Person buying goods for resale
NOT a consumer
Buying for commercial purpose (resale) explicitly excluded from definition.
6 Consumer Rights Under CPA 2019 — "PAIR-HA"
Key Definitions, Various Fora & Consumer Protection Councils
Must-Know Definitions for JAIIB
Deficiency
Any fault, imperfection, shortcoming or inadequacy in quality, nature and manner of performance required by law or contract. Includes: (i) deliberate withholding of relevant information; (ii) any act of negligence or omission or commission causing loss/injury.
Defect
Any fault, imperfection or shortcoming in quality, quantity, potency, purity or standard of goods as required by law or contract or as claimed by the trader.
Harm (Product Liability)
Personal injury/illness/death; damage to property (other than product itself); mental agony/emotional distress; loss of consortium or services. Does NOT include: damage to product itself, breach of warranty conditions, or commercial/economic loss.
Product Liability
Responsibility of a product manufacturer / product seller / product service provider to compensate for any harm caused to a consumer by a defective product or deficiency in related services.
Unfair Contract
Contract between manufacturer/trader/service provider and consumer having terms causing significant change in consumer's rights — e.g. disproportionate penalty for breach, excessive security deposits, refusing early repayment, unilateral termination without cause, assignment without consent, unreasonable charges/obligations.
Misleading Advertisement
An advertisement that: (i) falsely describes the product/service; (ii) conveys false representation; (iii) gives false guarantee or misleads as to nature/substance/quality; or (iv) deliberately conceals important information.

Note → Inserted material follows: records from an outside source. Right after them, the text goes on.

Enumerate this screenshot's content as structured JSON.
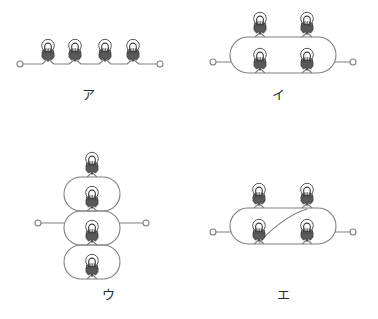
{
  "figure": {
    "title": "",
    "background_color": "#ffffff",
    "wire_color": "#808080",
    "wire_width": 1.1,
    "terminal": {
      "icon": "open-circle-terminal",
      "radius": 3,
      "stroke_color": "#808080",
      "fill_color": "#ffffff"
    },
    "lamp": {
      "icon": "light-bulb-icon",
      "glass_stroke": "#555555",
      "glass_fill": "#ffffff",
      "filament_color": "#3a3a3a",
      "base_fill": "#595959",
      "base_stroke": "#3d3d3d",
      "glass_radius": 6.2,
      "base_width": 12,
      "base_height": 11
    },
    "panels": [
      {
        "id": "a",
        "label": "ア",
        "topology": "series",
        "lamp_count": 4,
        "terminal_count": 2,
        "lamps": [
          {
            "x": 48,
            "y": 48,
            "orientation": "up"
          },
          {
            "x": 75,
            "y": 48,
            "orientation": "up"
          },
          {
            "x": 105,
            "y": 48,
            "orientation": "up"
          },
          {
            "x": 133,
            "y": 48,
            "orientation": "up"
          }
        ],
        "terminals": [
          {
            "x": 20,
            "y": 64
          },
          {
            "x": 160,
            "y": 64
          }
        ]
      },
      {
        "id": "i",
        "label": "イ",
        "topology": "two-parallel-branches-each-with-two-series-lamps",
        "lamp_count": 4,
        "terminal_count": 2,
        "loop": {
          "x": 230,
          "y": 37,
          "width": 106,
          "height": 36,
          "radius": 18
        },
        "lamps": [
          {
            "x": 260,
            "y": 27,
            "orientation": "up",
            "position": "top-left"
          },
          {
            "x": 307,
            "y": 27,
            "orientation": "up",
            "position": "top-right"
          },
          {
            "x": 260,
            "y": 63,
            "orientation": "up",
            "position": "bottom-left"
          },
          {
            "x": 307,
            "y": 63,
            "orientation": "up",
            "position": "bottom-right"
          }
        ],
        "terminals": [
          {
            "x": 213,
            "y": 62
          },
          {
            "x": 353,
            "y": 62
          }
        ]
      },
      {
        "id": "u",
        "label": "ウ",
        "topology": "three-stacked-loops-with-one-lamp-each-plus-top-lamp",
        "lamp_count": 4,
        "terminal_count": 2,
        "loops": [
          {
            "x": 63,
            "y": 177,
            "width": 76,
            "height": 36,
            "radius": 18
          },
          {
            "x": 63,
            "y": 206,
            "width": 76,
            "height": 36,
            "radius": 18
          },
          {
            "x": 63,
            "y": 240,
            "width": 76,
            "height": 36,
            "radius": 18
          }
        ],
        "lamps": [
          {
            "x": 92,
            "y": 163,
            "orientation": "up",
            "position": "top-external"
          },
          {
            "x": 92,
            "y": 190,
            "orientation": "up",
            "position": "loop-1"
          },
          {
            "x": 92,
            "y": 222,
            "orientation": "up",
            "position": "loop-2"
          },
          {
            "x": 92,
            "y": 256,
            "orientation": "up",
            "position": "loop-3"
          }
        ],
        "terminals": [
          {
            "x": 38,
            "y": 223
          },
          {
            "x": 146,
            "y": 223
          }
        ]
      },
      {
        "id": "e",
        "label": "エ",
        "topology": "bridge-circuit-with-diagonal-wire",
        "lamp_count": 4,
        "terminal_count": 2,
        "loop": {
          "x": 230,
          "y": 208,
          "width": 106,
          "height": 36,
          "radius": 18
        },
        "lamps": [
          {
            "x": 259,
            "y": 197,
            "orientation": "up",
            "position": "top-left"
          },
          {
            "x": 307,
            "y": 197,
            "orientation": "up",
            "position": "top-right"
          },
          {
            "x": 259,
            "y": 233,
            "orientation": "up",
            "position": "bottom-left"
          },
          {
            "x": 307,
            "y": 233,
            "orientation": "up",
            "position": "bottom-right"
          }
        ],
        "diagonal": {
          "x1": 307,
          "y1": 208,
          "x2": 259,
          "y2": 244
        },
        "terminals": [
          {
            "x": 213,
            "y": 232
          },
          {
            "x": 353,
            "y": 232
          }
        ]
      }
    ]
  }
}
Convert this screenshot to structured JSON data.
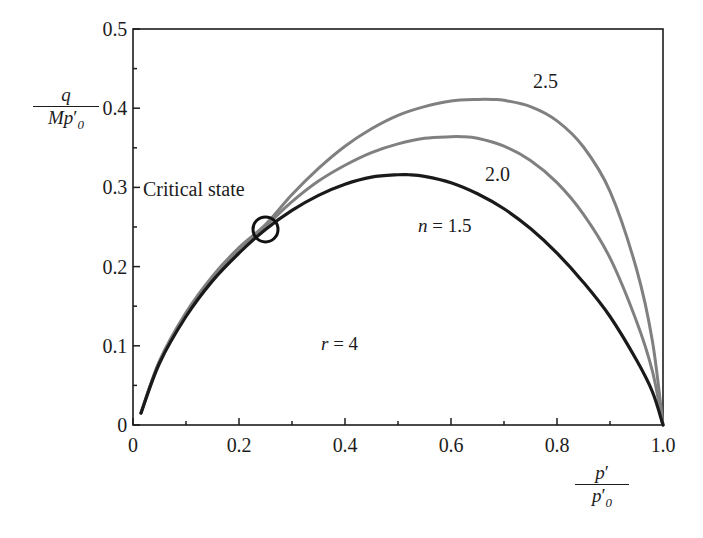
{
  "chart_data": {
    "type": "line",
    "title": "",
    "xlabel": "p'/p'0",
    "ylabel": "q/Mp'0",
    "xlim": [
      0,
      1.0
    ],
    "ylim": [
      0,
      0.5
    ],
    "grid": false,
    "legend_position": "inline-curve-labels",
    "x_ticks": [
      "0",
      "0.2",
      "0.4",
      "0.6",
      "0.8",
      "1.0"
    ],
    "x_tick_values": [
      0,
      0.2,
      0.4,
      0.6,
      0.8,
      1.0
    ],
    "x_minor_tick_values": [
      0.1,
      0.3,
      0.5,
      0.7,
      0.9
    ],
    "y_ticks": [
      "0",
      "0.1",
      "0.2",
      "0.3",
      "0.4",
      "0.5"
    ],
    "y_tick_values": [
      0,
      0.1,
      0.2,
      0.3,
      0.4,
      0.5
    ],
    "y_minor_tick_values": [
      0.05,
      0.15,
      0.25,
      0.35,
      0.45
    ],
    "series": [
      {
        "name": "n = 1.5",
        "label": "n = 1.5",
        "color": "#1a1a1a",
        "x": [
          0.015,
          0.05,
          0.1,
          0.15,
          0.2,
          0.25,
          0.3,
          0.35,
          0.4,
          0.45,
          0.5,
          0.52,
          0.55,
          0.6,
          0.65,
          0.7,
          0.75,
          0.8,
          0.85,
          0.9,
          0.95,
          0.98,
          1.0
        ],
        "y": [
          0.015,
          0.078,
          0.137,
          0.182,
          0.217,
          0.247,
          0.271,
          0.29,
          0.304,
          0.313,
          0.316,
          0.316,
          0.314,
          0.306,
          0.292,
          0.273,
          0.248,
          0.217,
          0.18,
          0.137,
          0.082,
          0.042,
          0.0
        ]
      },
      {
        "name": "2.0",
        "label": "2.0",
        "color": "#808080",
        "x": [
          0.015,
          0.05,
          0.1,
          0.15,
          0.2,
          0.25,
          0.3,
          0.35,
          0.4,
          0.45,
          0.5,
          0.55,
          0.6,
          0.62,
          0.65,
          0.7,
          0.75,
          0.8,
          0.85,
          0.9,
          0.95,
          0.98,
          1.0
        ],
        "y": [
          0.015,
          0.08,
          0.14,
          0.186,
          0.222,
          0.251,
          0.282,
          0.308,
          0.328,
          0.344,
          0.355,
          0.362,
          0.364,
          0.364,
          0.362,
          0.352,
          0.334,
          0.306,
          0.266,
          0.211,
          0.131,
          0.068,
          0.0
        ]
      },
      {
        "name": "2.5",
        "label": "2.5",
        "color": "#808080",
        "x": [
          0.015,
          0.05,
          0.1,
          0.15,
          0.2,
          0.25,
          0.3,
          0.35,
          0.4,
          0.45,
          0.5,
          0.55,
          0.6,
          0.65,
          0.68,
          0.7,
          0.75,
          0.8,
          0.85,
          0.9,
          0.95,
          0.98,
          1.0
        ],
        "y": [
          0.015,
          0.081,
          0.142,
          0.188,
          0.224,
          0.253,
          0.291,
          0.324,
          0.352,
          0.374,
          0.391,
          0.402,
          0.409,
          0.411,
          0.411,
          0.41,
          0.402,
          0.384,
          0.351,
          0.295,
          0.197,
          0.106,
          0.0
        ]
      }
    ],
    "markers": [
      {
        "name": "critical-state-point",
        "label": "Critical state",
        "x": 0.25,
        "y": 0.247,
        "shape": "open-circle",
        "color": "#111111"
      }
    ],
    "annotations": [
      {
        "name": "r-annotation",
        "text": "r = 4",
        "x": 0.42,
        "y": 0.112
      }
    ]
  },
  "axis_labels": {
    "y": {
      "numerator": "q",
      "denominator_prefix": "Mp",
      "denominator_prime": "′",
      "denominator_sub": "0"
    },
    "x": {
      "numerator_base": "p",
      "numerator_prime": "′",
      "denominator_base": "p",
      "denominator_prime": "′",
      "denominator_sub": "0"
    }
  },
  "annotations": {
    "critical_state": "Critical state",
    "r_value_italic": "r",
    "r_value_rest": " = 4",
    "n_value_italic": "n",
    "n_value_rest": " = 1.5",
    "curve_2_0": "2.0",
    "curve_2_5": "2.5"
  },
  "ticks": {
    "y": [
      "0.5",
      "0.4",
      "0.3",
      "0.2",
      "0.1",
      "0"
    ],
    "x": [
      "0",
      "0.2",
      "0.4",
      "0.6",
      "0.8",
      "1.0"
    ]
  },
  "colors": {
    "axis": "#1c1c1c",
    "curve_black": "#1a1a1a",
    "curve_gray": "#808080",
    "text": "#1c1c1c",
    "background": "#ffffff"
  }
}
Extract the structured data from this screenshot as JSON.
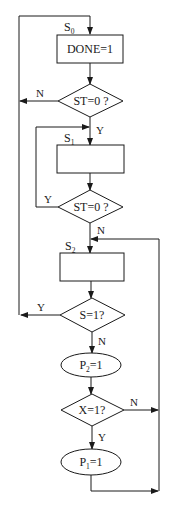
{
  "diagram": {
    "type": "flowchart",
    "colors": {
      "stroke": "#1a1a1a",
      "background": "#ffffff"
    },
    "states": {
      "s0": {
        "label": "S",
        "sub": "0"
      },
      "s1": {
        "label": "S",
        "sub": "1"
      },
      "s2": {
        "label": "S",
        "sub": "2"
      }
    },
    "nodes": {
      "done_box": {
        "text": "DONE=1"
      },
      "st_check_1": {
        "text": "ST=0 ?"
      },
      "s1_box": {
        "text": ""
      },
      "st_check_2": {
        "text": "ST=0 ?"
      },
      "s2_box": {
        "text": ""
      },
      "s_check": {
        "text": "S=1?"
      },
      "p2_oval": {
        "prefix": "P",
        "sub": "2",
        "suffix": "=1"
      },
      "x_check": {
        "text": "X=1?"
      },
      "p1_oval": {
        "prefix": "P",
        "sub": "1",
        "suffix": "=1"
      }
    },
    "edge_labels": {
      "st1_no": "N",
      "st1_yes": "Y",
      "st2_yes": "Y",
      "st2_no": "N",
      "s_yes": "Y",
      "s_no": "N",
      "x_no": "N",
      "x_yes": "Y"
    }
  }
}
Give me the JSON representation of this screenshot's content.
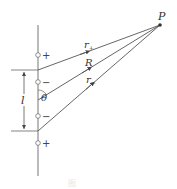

Restrictive Trade Practice
Trade practice that tends to bring about manipulation of price or conditions of delivery or affects flow of supplies in a manner that imposes unjustified costs or restrictions on consumers. Includes: delay in supply causing price rise; conditioning purchase of goods/services on another purchase.
Spurious Goods
Goods which are falsely claimed to be genuine.
4 Bodies Under CPA 2019
- →Consumer Protection Councils (Central / State / District): advisory; promote & protect consumer rights; do NOT handle complaints
- →Central Consumer Protection Authority (CCPA): regulatory body (like TRAI/FSSAI); handles violations, unfair trade practices, misleading ads
- →Consumer Disputes Redressal Commissions (District / State / National): handle consumer complaints
- →Consumer Mediation Cells: attached to each Commission and Regional Bench; attempt settlement through mediation
Consumer Protection Councils — Composition
Central Council (CPC)
Max 36 members. Chairperson = Minister-in-Charge of Consumer Affairs, Central Govt. Member Secretary = Secretary in-charge of Consumer Affairs. Includes ministers, MPs, regulators, Chief Commissioner CCPA, Registrar NCDRC, State secretaries.
State Council (SPC)
Official + non-official members + max 10 others. Chairperson = Minister-in-Charge (Consumer Affairs), State Govt. Minimum 2 meetings per year.
District Council (DPC)
Official + non-official members. Chairperson = District Collector. Minimum 2 meetings per year.